Bryce grinned, then caught his lip, teeth pressing briefly like he’d remembered something and wanted to keep it from escaping. He dropped his eyes and started stacking plates. “So… about the last night.”
Here it was. The thing. Sage took a measured breath. “You kissed me because you were drunk,” he said calmly. “We don’t have to make it weird.”
Bryce’s shoulders eased a little. “Yeah. I mean…yeah. Good. Thanks.”
“Okay.”
“Okay.”
Silence descended for a couple of beats, then Bryce added, “I’m sorry if I crossed a line.”
Sage shook his head. “If you’d crossed a line, I would’ve shoved you off the couch.”
That pulled a laugh from Bryce. “Noted.”
They went back to work. The tension didn’t vanish, but it had shifted. The air felt less brittle now as Bryce cracked the first beer and slid it to Sage, opened one for himself, and raised the bottle. “To not being weird.”
Sage clinked his bottle against Bryce’s. “To not being idiots.”
“That one might be tougher.”
“Lizzie’s bringing brownies,” Sage said.
“Bless her,” Bryce replied. “We should hide two for breakfast.”
“Breakfast brownies?”
“Protein.”
Sage chuffed. “That’s not how protein works.”
Bryce leaned against the table, his easy smile back in place. “Don’t take this from me.”
The door buzzer saved Sage from replying. He hit the intercom and let the first wave in. In another ten minutes, the apartment filled with voices and winter coats and the stomp of boots by the door. Someone brought a plastic tub of pasta salad. Someoneelse brought a bag of limes. Sage held the limes and then shook his head. Dan arrived with his playlist and was immediately told he was on probation.
Sage watched their friends as they came in. People windmilling arms out of jackets, calling hellos over shoulders, laughing loudly, putting the odd item on the table. It gave him something to do with his hands as he put coats where he could. He could be the host, the guy with the bottle opener, the one who knew where the extra toilet paper lived. He didn’t have to be the person sitting alone with his thoughts.
Bryce slid into it, too, like he always did, moving that big, loose body through groups, talking to everyone, laughing too loud at bad jokes. A girl Sage had seen in their building gave Bryce a hug that lingered, and Sage felt a faint buzz of… not jealousy. Not exactly. Awareness maybe. He shelved it with the other feelings he didn’t have time for.
“Where’s your tool set?” Gage asked at one point, thumbing at a loose cabinet knob.
“Hall closet,” Sage said. “Second shelf.”
“You and your organized life,” Gage muttered with a smile and a shake of his head.
Someone started a conversation near the window about the campus snowmelt machine and whether it was a scam. Lizzie elbowed her way into the kitchen and cut brownies without waiting for a knife, using a plastic fork instead. Dan pressed play on his playlist and got three songs in before Tara stage-whispered, “I swear if I hear that one more time—” and Sage quietly swapped the queue.
The night moved on. The apartment warmed, and coats piled up. The air took on that party smell of sweat, beer, and cheap perfume. Sage refilled bowls, kept the sink clear, tuned one ear to the room’s hum. He talked, he listened, and he laughed inthe right places. Every so often, his gaze found Bryce without permission. Just a check-in. Just to see where he was.
Bryce was at the far end of the room now, back to the wall, head tipped toward a conversation with Lizzie and Dan. He was smiling. His eyes crinkled when he did. Sage registered that and then registered that he’d registered it. He looked down, took a swallow of beer he didn’t want, and repositioned the stack of napkins that didn’t need to be moved.
“You good?” Tara asked, sliding in next to him to snag a cup.
“Yeah. Why?”
“You’ve rearranged those three times.”
He glanced at his hands and let them fall. “Host fidget.”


* What is required
The whole listing, please: repeat it exactly, with the pictures left out.

* Data to use
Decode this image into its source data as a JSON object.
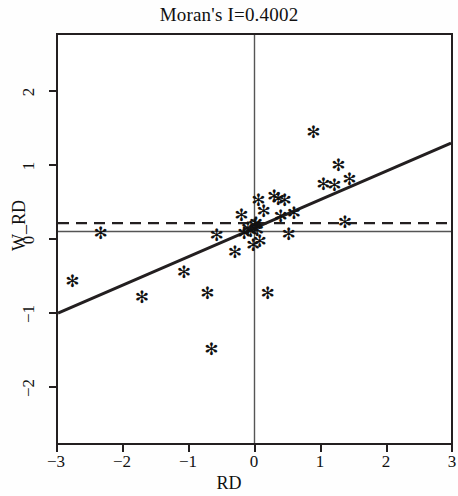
{
  "chart_data": {
    "type": "scatter",
    "title": "Moran's I=0.4002",
    "xlabel": "RD",
    "ylabel": "W_RD",
    "xlim": [
      -3,
      3
    ],
    "ylim": [
      -2.8,
      2.6
    ],
    "xticks": [
      -3,
      -2,
      -1,
      0,
      1,
      2,
      3
    ],
    "xtick_labels": [
      "−3",
      "−2",
      "−1",
      "0",
      "1",
      "2",
      "3"
    ],
    "yticks": [
      -2,
      -1,
      0,
      1,
      2
    ],
    "ytick_labels": [
      "−2",
      "−1",
      "0",
      "1",
      "2"
    ],
    "grid": false,
    "legend": null,
    "marker": "asterisk",
    "marker_symbol": "✻",
    "marker_color": "#111111",
    "moran_i": 0.4002,
    "points": [
      {
        "x": -2.78,
        "y": -0.66
      },
      {
        "x": -2.35,
        "y": -0.02
      },
      {
        "x": -1.72,
        "y": -0.87
      },
      {
        "x": -1.08,
        "y": -0.54
      },
      {
        "x": -0.72,
        "y": -0.82
      },
      {
        "x": -0.66,
        "y": -1.55
      },
      {
        "x": -0.58,
        "y": -0.05
      },
      {
        "x": -0.3,
        "y": -0.27
      },
      {
        "x": -0.2,
        "y": 0.22
      },
      {
        "x": -0.16,
        "y": -0.02
      },
      {
        "x": -0.1,
        "y": 0.04
      },
      {
        "x": -0.06,
        "y": 0.01
      },
      {
        "x": -0.02,
        "y": -0.18
      },
      {
        "x": 0.0,
        "y": 0.09
      },
      {
        "x": 0.02,
        "y": 0.11
      },
      {
        "x": 0.04,
        "y": 0.02
      },
      {
        "x": 0.06,
        "y": 0.42
      },
      {
        "x": 0.08,
        "y": -0.13
      },
      {
        "x": 0.14,
        "y": 0.27
      },
      {
        "x": 0.2,
        "y": -0.82
      },
      {
        "x": 0.3,
        "y": 0.47
      },
      {
        "x": 0.36,
        "y": 0.43
      },
      {
        "x": 0.4,
        "y": 0.2
      },
      {
        "x": 0.46,
        "y": 0.42
      },
      {
        "x": 0.52,
        "y": -0.03
      },
      {
        "x": 0.6,
        "y": 0.25
      },
      {
        "x": 0.9,
        "y": 1.32
      },
      {
        "x": 1.05,
        "y": 0.63
      },
      {
        "x": 1.22,
        "y": 0.62
      },
      {
        "x": 1.28,
        "y": 0.88
      },
      {
        "x": 1.38,
        "y": 0.13
      },
      {
        "x": 1.45,
        "y": 0.7
      }
    ],
    "regression_line": {
      "x": [
        -3,
        3
      ],
      "y": [
        -1.08,
        1.17
      ],
      "style": "solid",
      "color": "#231f20"
    },
    "reference_lines": [
      {
        "orientation": "horizontal",
        "value": 0.0,
        "style": "solid",
        "color": "#555555"
      },
      {
        "orientation": "vertical",
        "value": 0.0,
        "style": "solid",
        "color": "#555555"
      },
      {
        "orientation": "horizontal",
        "value": 0.11,
        "style": "dashed",
        "color": "#231f20"
      }
    ]
  }
}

* Exercise answer
Decode this image into its source data as a JSON object.
{
  "chart_data": {
    "type": "scatter",
    "title": "Moran's I=0.4002",
    "xlabel": "RD",
    "ylabel": "W_RD",
    "xlim": [
      -3,
      3
    ],
    "ylim": [
      -2.8,
      2.6
    ],
    "xticks": [
      -3,
      -2,
      -1,
      0,
      1,
      2,
      3
    ],
    "xtick_labels": [
      "−3",
      "−2",
      "−1",
      "0",
      "1",
      "2",
      "3"
    ],
    "yticks": [
      -2,
      -1,
      0,
      1,
      2
    ],
    "ytick_labels": [
      "−2",
      "−1",
      "0",
      "1",
      "2"
    ],
    "grid": false,
    "legend": null,
    "marker": "asterisk",
    "marker_symbol": "✻",
    "marker_color": "#111111",
    "moran_i": 0.4002,
    "points": [
      {
        "x": -2.78,
        "y": -0.66
      },
      {
        "x": -2.35,
        "y": -0.02
      },
      {
        "x": -1.72,
        "y": -0.87
      },
      {
        "x": -1.08,
        "y": -0.54
      },
      {
        "x": -0.72,
        "y": -0.82
      },
      {
        "x": -0.66,
        "y": -1.55
      },
      {
        "x": -0.58,
        "y": -0.05
      },
      {
        "x": -0.3,
        "y": -0.27
      },
      {
        "x": -0.2,
        "y": 0.22
      },
      {
        "x": -0.16,
        "y": -0.02
      },
      {
        "x": -0.1,
        "y": 0.04
      },
      {
        "x": -0.06,
        "y": 0.01
      },
      {
        "x": -0.02,
        "y": -0.18
      },
      {
        "x": 0.0,
        "y": 0.09
      },
      {
        "x": 0.02,
        "y": 0.11
      },
      {
        "x": 0.04,
        "y": 0.02
      },
      {
        "x": 0.06,
        "y": 0.42
      },
      {
        "x": 0.08,
        "y": -0.13
      },
      {
        "x": 0.14,
        "y": 0.27
      },
      {
        "x": 0.2,
        "y": -0.82
      },
      {
        "x": 0.3,
        "y": 0.47
      },
      {
        "x": 0.36,
        "y": 0.43
      },
      {
        "x": 0.4,
        "y": 0.2
      },
      {
        "x": 0.46,
        "y": 0.42
      },
      {
        "x": 0.52,
        "y": -0.03
      },
      {
        "x": 0.6,
        "y": 0.25
      },
      {
        "x": 0.9,
        "y": 1.32
      },
      {
        "x": 1.05,
        "y": 0.63
      },
      {
        "x": 1.22,
        "y": 0.62
      },
      {
        "x": 1.28,
        "y": 0.88
      },
      {
        "x": 1.38,
        "y": 0.13
      },
      {
        "x": 1.45,
        "y": 0.7
      }
    ],
    "regression_line": {
      "x": [
        -3,
        3
      ],
      "y": [
        -1.08,
        1.17
      ],
      "style": "solid",
      "color": "#231f20"
    },
    "reference_lines": [
      {
        "orientation": "horizontal",
        "value": 0.0,
        "style": "solid",
        "color": "#555555"
      },
      {
        "orientation": "vertical",
        "value": 0.0,
        "style": "solid",
        "color": "#555555"
      },
      {
        "orientation": "horizontal",
        "value": 0.11,
        "style": "dashed",
        "color": "#231f20"
      }
    ]
  }
}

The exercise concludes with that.